For decades researchers have been advocating that people’s greatest areas of growth at work lies in developing their strengths. And as a growing body of evidence has found that using your strengths can help you to improve your creativity, productivity and resilience at work, strengths-focused coaching has become increasingly popular.

But could focusing on your strengths be damaging to your career?

“A general coaching approach is to find out what your strengths are, and how to use these more,” explained Dr. Jeffrey Auerbach, founder and president of the College of Executive Coaching and past vice president of the International Coach Federation when I interviewed him recently. “But there is a real danger of going too far with this approach.”

Jeffrey suggests that while it’s important to know what your strengths are and how you can use them to help you each day in your work, when you reach leadership roles a strengths-focus can leave you struggling.

“We know that a very high percentage of people that get promoted into leadership roles fail. Why? Because their careers often derail when they get in tough situations and they fall back on their strengths, rather than becoming agile leaners and figuring out different ways to approach these new challenges,” explained Jeffery.

So as appealing as the idea of ignoring your weaknesses may be, in reality the ever-increasing demands and complexities of your workplace may mean that this approach could be undermining your career.

In fact, recent research indicates that rather than coaches urging you to use your strengths like a blunt instrument, it can be more helpful to take a ‘strengths development’ approach to help you make informed choices about using the right strengths, in the right amounts for the right outcomes. And to be aware that weaknesses can be improved upon — it just takes commitment, time and effort.

“It’s about using your strengths intelligently — finding new and different ways to use them, and knowing when you can’t just rely on them,” said Jeffrey. “Which is what coaching is perfectly well suited for.”

So how can you develop your strengths intelligently?

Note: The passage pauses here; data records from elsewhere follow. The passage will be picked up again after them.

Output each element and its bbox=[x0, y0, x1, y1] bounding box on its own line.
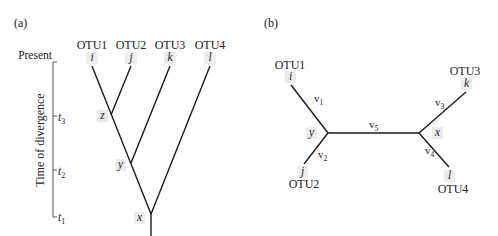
phylogenetic-trees-figure: (a) OTU1 OTU2 OTU3 OTU4 Present i j k l … bbox=[0, 0, 498, 236]
panel-a-label: (a) bbox=[14, 16, 27, 30]
node-z: z bbox=[99, 109, 105, 121]
b-leaf-i: i bbox=[289, 70, 292, 82]
branch-v4: v4 bbox=[425, 144, 435, 159]
leaf-i: i bbox=[90, 51, 93, 63]
b-otu3-label: OTU3 bbox=[450, 64, 481, 78]
branch-v5: v5 bbox=[369, 118, 379, 133]
b-otu2-label: OTU2 bbox=[289, 177, 320, 191]
leaf-k: k bbox=[167, 51, 173, 63]
tick-t1: t1 bbox=[58, 211, 65, 226]
otu1-label: OTU1 bbox=[77, 38, 108, 52]
panel-b-unrooted-tree: (b) OTU1 i j OTU2 OTU3 k l OTU4 y x v1 bbox=[264, 16, 480, 196]
b-leaf-l: l bbox=[448, 169, 451, 181]
otu2-label: OTU2 bbox=[116, 38, 147, 52]
panel-b-label: (b) bbox=[264, 16, 278, 30]
otu4-label: OTU4 bbox=[195, 38, 226, 52]
b-node-y: y bbox=[308, 126, 315, 139]
b-leaf-k: k bbox=[464, 77, 470, 89]
b-node-x: x bbox=[434, 126, 441, 138]
rooted-tree-branches bbox=[92, 66, 210, 236]
panel-a-rooted-tree: (a) OTU1 OTU2 OTU3 OTU4 Present i j k l … bbox=[14, 16, 225, 236]
time-axis-label: Time of divergence bbox=[33, 93, 47, 186]
branch-v3: v3 bbox=[435, 96, 445, 111]
node-y: y bbox=[117, 158, 124, 171]
leaf-l: l bbox=[208, 51, 211, 63]
branch-v1: v1 bbox=[314, 92, 324, 107]
b-otu4-label: OTU4 bbox=[438, 182, 469, 196]
branch-v2: v2 bbox=[318, 148, 328, 163]
otu3-label: OTU3 bbox=[155, 38, 186, 52]
tick-t2: t2 bbox=[58, 165, 65, 180]
time-axis bbox=[53, 62, 57, 217]
present-label: Present bbox=[18, 49, 53, 61]
node-x: x bbox=[136, 211, 143, 223]
tick-t3: t3 bbox=[58, 111, 65, 126]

Jeffrey offers three suggestions to avoid the dangers of over-focusing on your strengths during the coaching process:

  • Be an agile learner — there may be times in your career when you can’t simply rely on a strength that has worked in the past. If you’ve stepped up to a new challenging role or are in tough situations you may need to learn how to do things differently. Being open and willing to try using your strengths in new ways or to learning new approaches can give you the agility to navigate these situations more successfully.
  • Aim for an ideal deployment — be mindful of your current contexts and desired outcomes to determine the ideal volume or intensity of particular strengths in different situations. Jeffrey suggests sometimes it may even be best not to use your strengths at all. Seeking feedback from colleagues you trust can help you to determine if you’re using a strength too little, too much, or just right. You can also use the strengths deployment inventory to guide your choices.
  • Be an intelligent strengths user — rather than just focusing on using your strengths more by doing the same things over and over again, look for opportunities where you can use your strengths in new and different ways. For example, if your intrapersonal strengths are being overused in building great friendships among your team, but you’re falling short of your sales targets, look for new ways to use this strength outside of the office.

What can you do to take a more intelligent approach to developing your strengths, and coaching others to do the same?

This interview was produced with the support of the International Positive Psychology Association’s 5th World Congress on Positive Psychology.